In January of 2013, Patti and I were in Amazonian Peru with about 15 other herpers. We had spent five days on Project Amazon’s Madre Selva Biological Preserve on the Rio Orosa, and had just moved back upriver to their Santa Cruz Forest Preserve.
Since our last visit, a lazy creek I remember as barely flowing had been dammed and had flowed sufficiently to form a several acre pond in a low-lying clearcut before trickling over the dam to reenter the dense secondary forest. The pond, now two years old, had provided new habitat for spectacled caiman, fish, and in banana trees along the banks, for Bob; for many Bobs, in fact.
Bob, a treefrog, had been named by our gang for his call, “Bob”—not Robert, not Bobby, just plain old Bob, spoken in a guttural croak. Big, angular, with actions and reactions relatively slow, Bob and his brethren sat, usually one to a banana tree, on the leaf stems about waist to head high. Bob was forest green dorsally, grayish to buff ventrally, and laterally had a jagged line of dark rimmed light spots separating the dorsal and ventral colors.
Bob was (and is) a giant monkey frog,
Phyllomedusa bicolor. Among the largest of his genus Bob was about 4 ½ inches svl (snout-vent length), had huge parotoid glands and when he moved he as often moved in a deliberate hand over hand fashion as by jumping.
Every night at dusk, Bob (all the Bobs, in fact) emerged from the axil(s) of the banana tree(s) to sit boldly on the stem(s) and call loudly into the night.
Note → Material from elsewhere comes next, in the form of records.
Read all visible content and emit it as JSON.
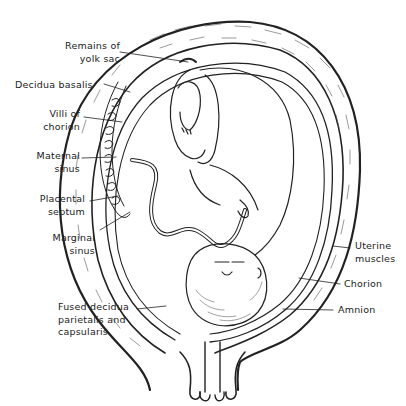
{
  "figure": {
    "colors": {
      "ink": "#222222",
      "background": "#ffffff"
    }
  },
  "labels": {
    "remains_of_yolk_sac": "Remains of\nyolk sac",
    "decidua_basalis": "Decidua basalis",
    "villi_of_chorion": "Villi of\nchorion",
    "maternal_sinus": "Maternal\nsinus",
    "placental_septum": "Placental\nseptum",
    "marginal_sinus": "Marginal\nsinus",
    "fused_decidua": "Fused decidua\nparietalis and\ncapsularis",
    "uterine_muscles": "Uterine\nmuscles",
    "chorion": "Chorion",
    "amnion": "Amnion"
  }
}
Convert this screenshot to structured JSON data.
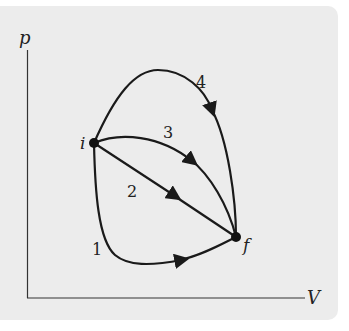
{
  "figure": {
    "background_color": "#ececec",
    "line_color": "#1a1a1a",
    "axes": {
      "x_label": "V",
      "y_label": "p"
    },
    "points": [
      {
        "id": "i",
        "label": "i"
      },
      {
        "id": "f",
        "label": "f"
      }
    ],
    "paths": [
      {
        "id": "1",
        "label": "1",
        "from": "i",
        "to": "f"
      },
      {
        "id": "2",
        "label": "2",
        "from": "i",
        "to": "f"
      },
      {
        "id": "3",
        "label": "3",
        "from": "i",
        "to": "f"
      },
      {
        "id": "4",
        "label": "4",
        "from": "i",
        "to": "f"
      }
    ]
  }
}
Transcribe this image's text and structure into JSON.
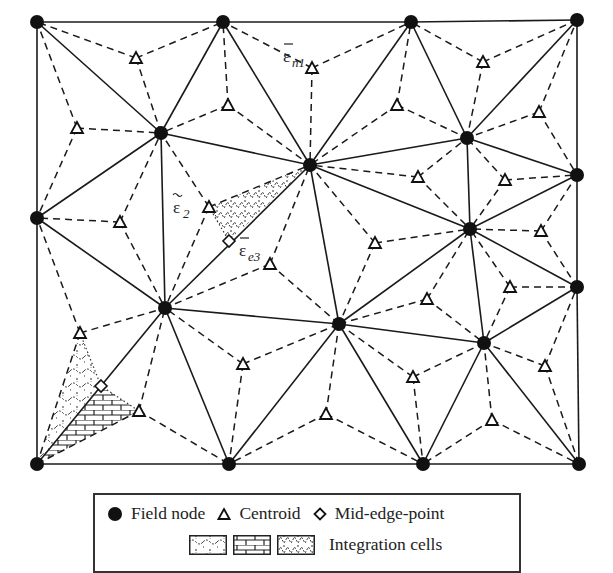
{
  "diagram": {
    "colors": {
      "line": "#1a1a1a",
      "node": "#111111",
      "background": "#ffffff"
    },
    "labels": {
      "eps_n1": {
        "main": "ε",
        "sub": "n1",
        "accent": "bar"
      },
      "eps_2": {
        "main": "ε",
        "sub": "2",
        "accent": "tilde"
      },
      "eps_e3": {
        "main": "ε",
        "sub": "e3",
        "accent": "bar"
      }
    },
    "field_nodes": [
      [
        37,
        22
      ],
      [
        223,
        22
      ],
      [
        411,
        22
      ],
      [
        577,
        20
      ],
      [
        161,
        133
      ],
      [
        310,
        165
      ],
      [
        467,
        138
      ],
      [
        577,
        175
      ],
      [
        37,
        218
      ],
      [
        470,
        229
      ],
      [
        577,
        287
      ],
      [
        165,
        308
      ],
      [
        339,
        324
      ],
      [
        484,
        343
      ],
      [
        37,
        464
      ],
      [
        229,
        464
      ],
      [
        423,
        464
      ],
      [
        579,
        464
      ]
    ],
    "triangles": [
      [
        0,
        1,
        4
      ],
      [
        0,
        4,
        8
      ],
      [
        1,
        4,
        5
      ],
      [
        1,
        2,
        5
      ],
      [
        2,
        5,
        6
      ],
      [
        2,
        3,
        6
      ],
      [
        3,
        6,
        7
      ],
      [
        6,
        7,
        9
      ],
      [
        7,
        9,
        10
      ],
      [
        5,
        6,
        9
      ],
      [
        4,
        5,
        11
      ],
      [
        4,
        8,
        11
      ],
      [
        5,
        11,
        12
      ],
      [
        5,
        9,
        12
      ],
      [
        9,
        12,
        13
      ],
      [
        9,
        10,
        13
      ],
      [
        8,
        11,
        14
      ],
      [
        11,
        14,
        15
      ],
      [
        11,
        12,
        15
      ],
      [
        12,
        13,
        16
      ],
      [
        13,
        10,
        17
      ],
      [
        12,
        15,
        16
      ],
      [
        13,
        16,
        17
      ]
    ],
    "centroids": [
      [
        136,
        58
      ],
      [
        77,
        128
      ],
      [
        228,
        105
      ],
      [
        312,
        68
      ],
      [
        397,
        105
      ],
      [
        483,
        62
      ],
      [
        539,
        112
      ],
      [
        505,
        180
      ],
      [
        541,
        231
      ],
      [
        418,
        177
      ],
      [
        209,
        207
      ],
      [
        120,
        222
      ],
      [
        270,
        264
      ],
      [
        375,
        243
      ],
      [
        427,
        299
      ],
      [
        510,
        287
      ],
      [
        80,
        333
      ],
      [
        139,
        411
      ],
      [
        243,
        364
      ],
      [
        413,
        377
      ],
      [
        545,
        366
      ],
      [
        326,
        414
      ],
      [
        492,
        420
      ]
    ],
    "mid_edge_points": [
      [
        229,
        241
      ],
      [
        101,
        386
      ]
    ]
  },
  "legend": {
    "field_node_label": "Field node",
    "centroid_label": "Centroid",
    "mid_edge_label": "Mid-edge-point",
    "integration_cells_label": "Integration cells",
    "symbols": {
      "field_node": "filled-circle",
      "centroid": "open-triangle",
      "mid_edge": "open-diamond",
      "cells": [
        "wavy-hatch",
        "brick-hatch",
        "zigzag-hatch"
      ]
    }
  }
}
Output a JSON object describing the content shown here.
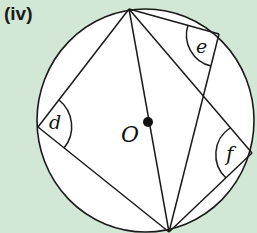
{
  "figure": {
    "part_label": "(iv)",
    "center_label": "O",
    "angles": [
      {
        "name": "d",
        "label": "d"
      },
      {
        "name": "e",
        "label": "e"
      },
      {
        "name": "f",
        "label": "f"
      }
    ]
  },
  "colors": {
    "background": "#d2e7d5",
    "circle_fill": "#ffffff",
    "stroke": "#1a1a1a"
  }
}
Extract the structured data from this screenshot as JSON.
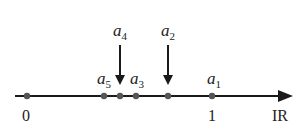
{
  "axis": {
    "label": "IR",
    "y": 96,
    "x_start": 15,
    "x_end": 293,
    "color": "#1a1a1a"
  },
  "points": [
    {
      "name": "zero",
      "x": 27,
      "tick_label": "0",
      "label": ""
    },
    {
      "name": "a5",
      "x": 104,
      "label": "a",
      "sub": "5"
    },
    {
      "name": "a4",
      "x": 120,
      "label": "a",
      "sub": "4"
    },
    {
      "name": "a3",
      "x": 136,
      "label": "a",
      "sub": "3"
    },
    {
      "name": "a2",
      "x": 168,
      "label": "a",
      "sub": "2"
    },
    {
      "name": "a1",
      "x": 212,
      "label": "a",
      "sub": "1",
      "tick_label": "1"
    }
  ],
  "labels": {
    "zero": "0",
    "one": "1",
    "axis": "IR",
    "a1": "a",
    "a1_sub": "1",
    "a2": "a",
    "a2_sub": "2",
    "a3": "a",
    "a3_sub": "3",
    "a4": "a",
    "a4_sub": "4",
    "a5": "a",
    "a5_sub": "5"
  },
  "point_color": "#555555"
}
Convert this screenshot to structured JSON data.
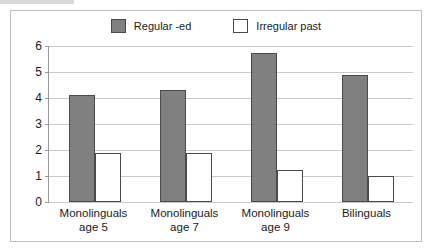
{
  "chart_data": {
    "type": "bar",
    "title": "",
    "xlabel": "",
    "ylabel": "",
    "ylim": [
      0,
      6
    ],
    "yticks": [
      0,
      1,
      2,
      3,
      4,
      5,
      6
    ],
    "grid": true,
    "legend_position": "top-center",
    "categories": [
      "Monolinguals\nage 5",
      "Monolinguals\nage 7",
      "Monolinguals\nage 9",
      "Bilinguals"
    ],
    "category_lines": [
      [
        "Monolinguals",
        "age 5"
      ],
      [
        "Monolinguals",
        "age 7"
      ],
      [
        "Monolinguals",
        "age 9"
      ],
      [
        "Bilinguals",
        ""
      ]
    ],
    "series": [
      {
        "name": "Regular -ed",
        "color": "#808080",
        "values": [
          4.1,
          4.3,
          5.75,
          4.9
        ]
      },
      {
        "name": "Irregular past",
        "color": "#ffffff",
        "values": [
          1.9,
          1.9,
          1.25,
          1.0
        ]
      }
    ]
  },
  "legend": {
    "items": [
      {
        "label": "Regular -ed",
        "swatch": "filled-gray-square"
      },
      {
        "label": "Irregular past",
        "swatch": "hollow-white-square"
      }
    ]
  },
  "axis": {
    "y_tick_labels": [
      "6",
      "5",
      "4",
      "3",
      "2",
      "1",
      "0"
    ]
  },
  "colors": {
    "regular_fill": "#808080",
    "irregular_fill": "#ffffff",
    "bar_outline": "#4a4a4a",
    "gridline": "#c9c9c9",
    "axis_line": "#9a9a9a",
    "frame_border": "#bfbfbf",
    "text": "#1a1a1a",
    "background": "#ffffff"
  }
}
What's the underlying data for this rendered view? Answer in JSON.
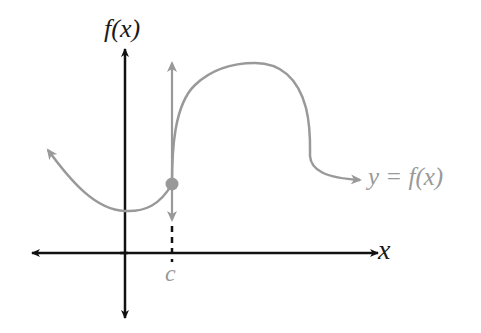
{
  "diagram": {
    "labels": {
      "y_axis": "f(x)",
      "x_axis": "x",
      "point": "c",
      "curve": "y = f(x)"
    },
    "colors": {
      "axes": "#111111",
      "curve": "#999999",
      "text_dark": "#1a1a1a",
      "text_gray": "#999999"
    },
    "elements": [
      {
        "type": "axis",
        "name": "x-axis",
        "direction": "horizontal",
        "arrows": "both"
      },
      {
        "type": "axis",
        "name": "y-axis",
        "direction": "vertical",
        "arrows": "both"
      },
      {
        "type": "curve",
        "name": "y = f(x)",
        "arrows": "both ends"
      },
      {
        "type": "tangent-line",
        "name": "vertical tangent at c",
        "arrows": "both"
      },
      {
        "type": "point",
        "name": "point (c, f(c))",
        "filled": true
      },
      {
        "type": "dashed-line",
        "name": "guide from point to c on x-axis"
      }
    ]
  }
}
That this seemingly harsh and unwaveringly repetitious call has been successful in bringing females to the various calling sites was amply displayed by the vast number of tadpoles in all stages of development that swam in the shallows of the pond.
The Bobs it seems, and the Bobettes, have found new homes. Long live them all!
More photos under the jump...
To prevent automated Bots from commentspamming, please enter the string you see in the image below in the appropriate input box. Your comment will only be submitted if the strings match. Please ensure that your browser supports and accepts cookies, or your comment cannot be verified correctly.